K.C. Corridor Snags Another Animal Health Tenant

Integrated Animal Health will work closely with Northwest Missouri State University and a business incubator.

An Australian company is making itself at home in the Kansas City Animal Health Corridor before building its new global headquarters.

Integrated Animal Health Inc., which has a few products on the market and more under development, in mid-March signed an agreement with Northwest Missouri State University and the institution’s Dean L. Hubbard Center for Innovation and Entrepreneurship.

Hubbard Center, a business incubator in Maryville, Mo., will work with Integrated Animal Health on the testing and developing of products designed to improve the health of cattle, sheep, swine, poultry and fish.

Formed in December 2013, Integrated Animal Health makes horse fertility feeds and equine performance supplements.

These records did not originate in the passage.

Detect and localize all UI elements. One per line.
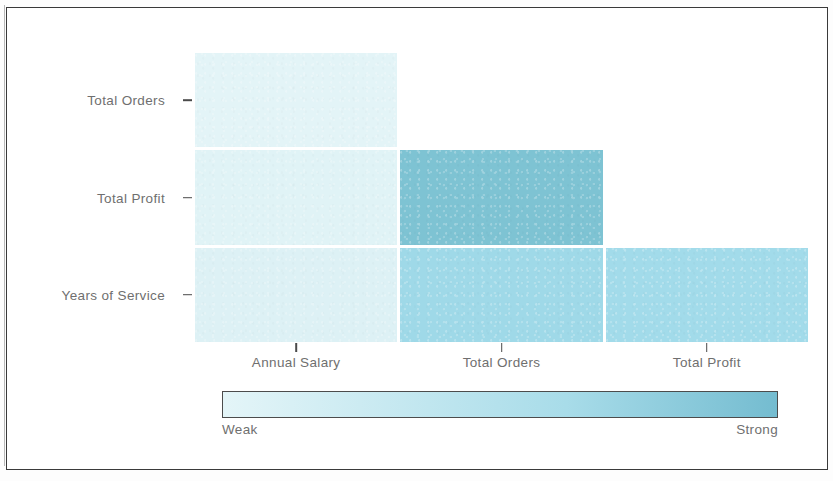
colorbar-gradient: [223, 392, 777, 417]
x-tick-label: Annual Salary: [252, 355, 341, 370]
correlation-heatmap-figure: Total OrdersTotal ProfitYears of Service…: [0, 0, 833, 481]
cell-texture: [195, 150, 397, 244]
x-tick-mark: [501, 343, 503, 352]
heatmap-plot-area: [195, 53, 811, 345]
colorbar-high-label: Strong: [736, 422, 778, 437]
heatmap-cell[interactable]: [606, 248, 808, 342]
heatmap-cell[interactable]: [195, 53, 397, 147]
y-tick-label: Years of Service: [62, 287, 165, 302]
heatmap-cell[interactable]: [195, 248, 397, 342]
x-tick-mark: [295, 343, 297, 352]
cell-texture: [195, 248, 397, 342]
colorbar-low-label: Weak: [222, 422, 258, 437]
x-tick-label: Total Orders: [463, 355, 541, 370]
y-tick-mark: [183, 99, 192, 101]
y-tick-label: Total Orders: [87, 93, 165, 108]
heatmap-cell[interactable]: [195, 150, 397, 244]
cell-texture: [400, 248, 602, 342]
colorbar-bar: [222, 391, 778, 418]
figure-frame: Total OrdersTotal ProfitYears of Service…: [6, 7, 828, 470]
heatmap-cell[interactable]: [400, 150, 602, 244]
cell-texture: [195, 53, 397, 147]
y-tick-label: Total Profit: [97, 190, 165, 205]
y-tick-mark: [183, 197, 192, 199]
colorbar-legend: Weak Strong: [222, 391, 778, 418]
x-tick-label: Total Profit: [673, 355, 741, 370]
cell-texture: [400, 150, 602, 244]
heatmap-cell[interactable]: [400, 248, 602, 342]
y-tick-mark: [183, 294, 192, 296]
x-tick-mark: [706, 343, 708, 352]
cell-texture: [606, 248, 808, 342]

The company is designing feed additives to help control mastitis, reduce antibiotic use in dairy cattle, and improve weight gain in dairy calves and feedlot cattle.

Also in the pipeline are an Oxycodone pain-relief patch for racehorses suffering from leg soreness, other feed additives, parasiticides, and a gender-selection technology for the breeding of hogs and dairy cattle.

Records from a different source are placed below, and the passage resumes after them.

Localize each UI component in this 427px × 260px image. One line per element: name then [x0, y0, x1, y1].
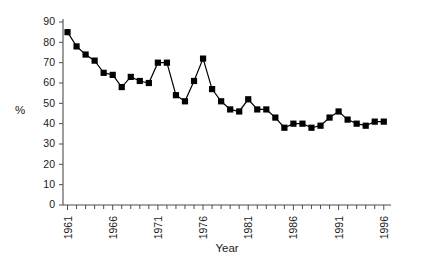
data-point — [200, 56, 206, 62]
data-point — [372, 119, 378, 125]
data-point — [146, 80, 152, 86]
chart-container: 0102030405060708090 19611966197119761981… — [0, 0, 427, 260]
data-point — [381, 119, 387, 125]
data-point — [128, 74, 134, 80]
data-point — [281, 125, 287, 131]
x-tick-label: 1961 — [62, 216, 74, 240]
data-point — [326, 114, 332, 120]
data-point — [263, 106, 269, 112]
data-point — [155, 60, 161, 66]
data-point-markers — [64, 29, 386, 131]
data-point — [209, 86, 215, 92]
x-tick-label: 1996 — [378, 216, 390, 240]
y-tick-label: 80 — [43, 36, 55, 48]
data-point — [119, 84, 125, 90]
x-tick-label: 1981 — [242, 216, 254, 240]
data-point — [137, 78, 143, 84]
y-tick-label: 20 — [43, 158, 55, 170]
y-tick-label: 10 — [43, 178, 55, 190]
data-point — [299, 121, 305, 127]
x-tick-label: 1986 — [287, 216, 299, 240]
data-point — [218, 98, 224, 104]
data-point — [254, 106, 260, 112]
data-point — [73, 43, 79, 49]
data-point — [191, 78, 197, 84]
data-point — [308, 125, 314, 131]
data-point — [82, 51, 88, 57]
data-point — [64, 29, 70, 35]
data-point — [335, 108, 341, 114]
x-tick-label: 1966 — [107, 216, 119, 240]
data-point — [101, 70, 107, 76]
data-point — [290, 121, 296, 127]
data-point — [164, 60, 170, 66]
y-tick-label: 60 — [43, 76, 55, 88]
data-point — [227, 106, 233, 112]
line-chart: 0102030405060708090 19611966197119761981… — [0, 0, 427, 260]
data-point — [245, 96, 251, 102]
x-tick-label: 1971 — [152, 216, 164, 240]
y-axis-title: % — [15, 104, 25, 116]
data-point — [182, 98, 188, 104]
x-tick-label: 1991 — [333, 216, 345, 240]
data-point — [92, 58, 98, 64]
x-axis-ticks: 19611966197119761981198619911996 — [62, 205, 390, 239]
y-tick-label: 90 — [43, 15, 55, 27]
data-point — [363, 123, 369, 129]
data-point — [354, 121, 360, 127]
y-tick-label: 50 — [43, 97, 55, 109]
x-tick-label: 1976 — [197, 216, 209, 240]
y-tick-label: 70 — [43, 56, 55, 68]
data-point — [272, 114, 278, 120]
x-axis-title: Year — [215, 242, 238, 254]
data-point — [236, 108, 242, 114]
data-point — [110, 72, 116, 78]
y-tick-label: 40 — [43, 117, 55, 129]
data-point — [345, 117, 351, 123]
data-point — [173, 92, 179, 98]
y-axis-ticks: 0102030405060708090 — [43, 15, 63, 210]
y-tick-label: 30 — [43, 137, 55, 149]
y-tick-label: 0 — [49, 198, 55, 210]
data-point — [317, 123, 323, 129]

“Providing adequate protein to the world is one of the key challenges facing people and governments around the world,” said Blake Hawley, DVM, who will oversee the company’s U.S. operations after serving as chief commercial officer at Kindred Biosciences. “We see Integrated Animal Health playing a significant role in this endeavor because we will license out our technologies to provide the greatest exposure for improving livestock efficiencies globally.”

Setting up in the corridor, a 300-mile stretch of Missouri and Kansas containing more than 300 animal health companies, is a natural move for Integrated Animal Health, which plans to select a headquarters location by summertime.

“We see our 10-year partnership with Northwest Missouri State University as the beginning of bringing our Silicon Valley style of biotechnology and nanotechnology innovation to the ‘Farmacon Valley’ and the industry as a whole,” said company founder and CEO Rob Neely.

Integrated Animal Health will partner with the university’s department of agricultural sciences and with professors and students at the 46,679-square-foot Hubbard Center.

“Northwest Missouri State University is a natural fit for our U.S. rollout, as along with other species they also have a fully functioning and working dairy on campus,” Neely said.

Students will tackle “hands-on, real-world issues and, in our case, with potentially disruptive technologies,” Neely added. “This cooperation will allow the students to play a big role in refining our cutting-edge science and existing technologies.”